Customer Service Teamwork United

Photo by Isaac Grant

If you want all of your customers to experience something meaningful from customer service interactions, you’ll need all of your team members to work together to deliver the type of experience that customers really care about. Teamwork is critical to ensure that people and processes are supported in order for this to happen.

Customer service teamwork isn’t trust falls, getting to know you games, white elephant parties, or going out for drinks after the day’s work. It isn’t about motivational posters, bringing in coffee for the staff on Monday morning, or having casual-dress Fridays.

Researchers from the Academy of Management Review have identified 10 teamwork processes that need to take place in order for effective teamwork to take place in delivering your ultimate customer experience.
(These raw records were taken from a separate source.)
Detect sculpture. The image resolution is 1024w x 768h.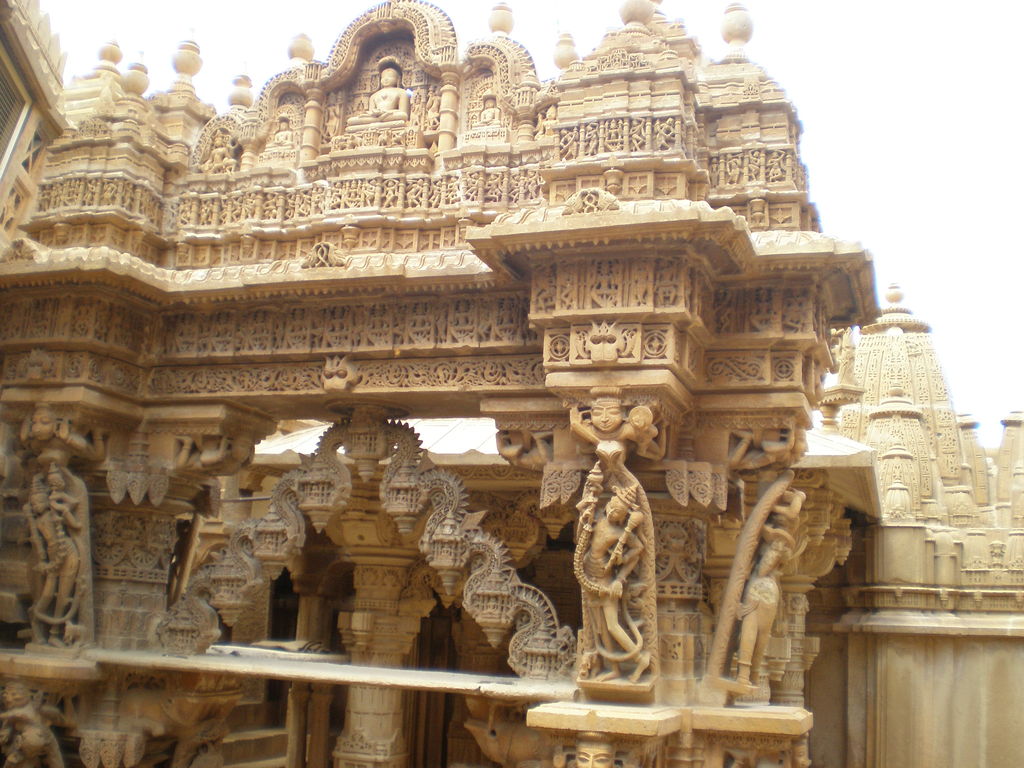
x1=286 y1=310 x2=310 y2=347.
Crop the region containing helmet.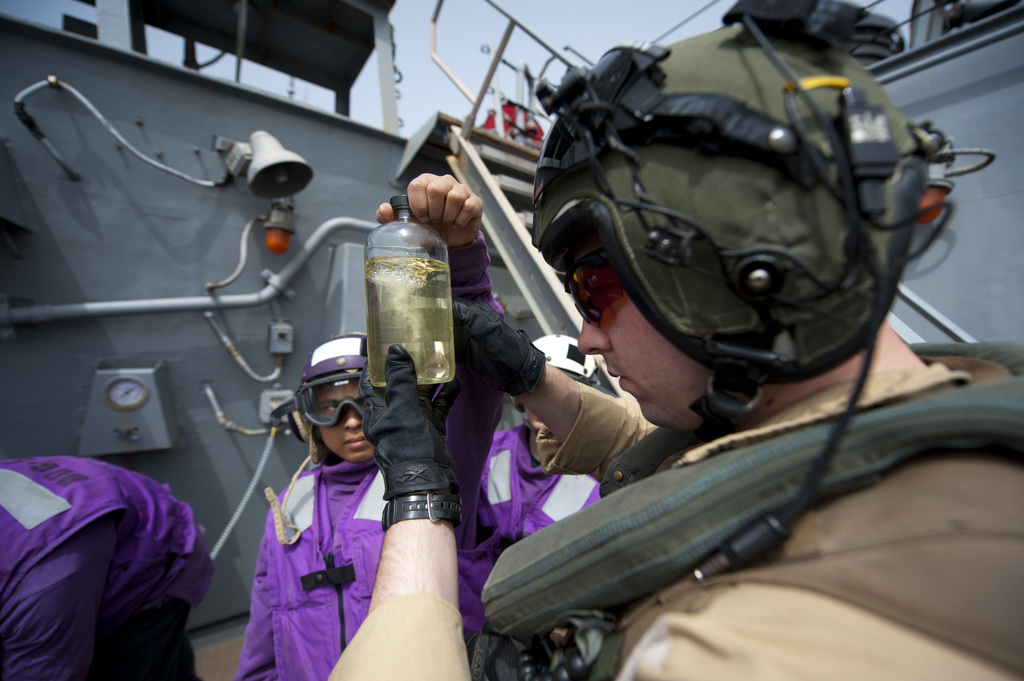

10 Keys to More Meaningful Customer Service Teamwork

  • Transition processes (between periods of action)
    • Mission analysis
    • Goal specification
    • Strategy formulation
  • Action processes (when the team attempts to accomplish its goals and objectives)
    • Monitoring progress toward goals
    • Systems monitoring
    • Team monitoring and backup behavior
    • Coordination
  • Interpersonal processes (present in both action periods and transition periods)
    • Conflict management
    • Motivation and confidence building
    • Affect management

If you think about it, on Monday morning, Wednesday afternoon, and when major issues happen and the flood of customer requests come to your organization, there are no teamwork games and no rope courses. Trust falls won’t improve customer relationships, and the fact that you brought in bagels a couple of weeks ago won’t make a difference to what your customers think of your organization’s product or service.

Up, Down, Left, Right Communication

In order for real customer service teamwork to take place, your people need the ability to effectively communicate, up/down, left/right. Meaning, customer service agents need to have access to and flexibility to communicate what’s going on in customer service with their peers to better coordinate their work and then report problems or effectiveness in deliveries to supervisors to ensure that feedback is incorporated into future customer service work.

You team’s strategy, mission, and the outcomes or results of interacting with them need to be crystal clear. Everyone has to understand that the end goal for your customer is not lower handle time, but effective and positive customer outcomes. Do all of your people share that same vision? Do they all have that same passion? Are they all working and helping each other to accomplish these same results?

Getting people to contribute towards this is what teamwork is all about. It’s about shared vision, common strategy, and enabling better customer service teamwork to deliver more consistent exceptional customer experiences.

Republished with author's permission from original post.

Flavio Martins
Flavio Martins is the VP of Operations and Customer Support at DigiCert, Inc., a leading provider of enterprise authentication services and high-assurance SSL certificates trusted by thousands of government, education, and Fortune 500 organizations. Flavio is an award-winning customer service blogger, customer service fanatic, and on a mission to show that organizations can use customer experience as a competitive advantage win customer loyalty. Blog: Win the Customer!

1 COMMENT

  1. Employee engagement plays a vital role in customer satisfaction. If you want to provide the best customer experience, your call floor or production floor should also be tailored accordingly. Providing enough room for your customer service reps that will provide them flexibility and readily available information that they can use as they assist your customers would surely boost their performance.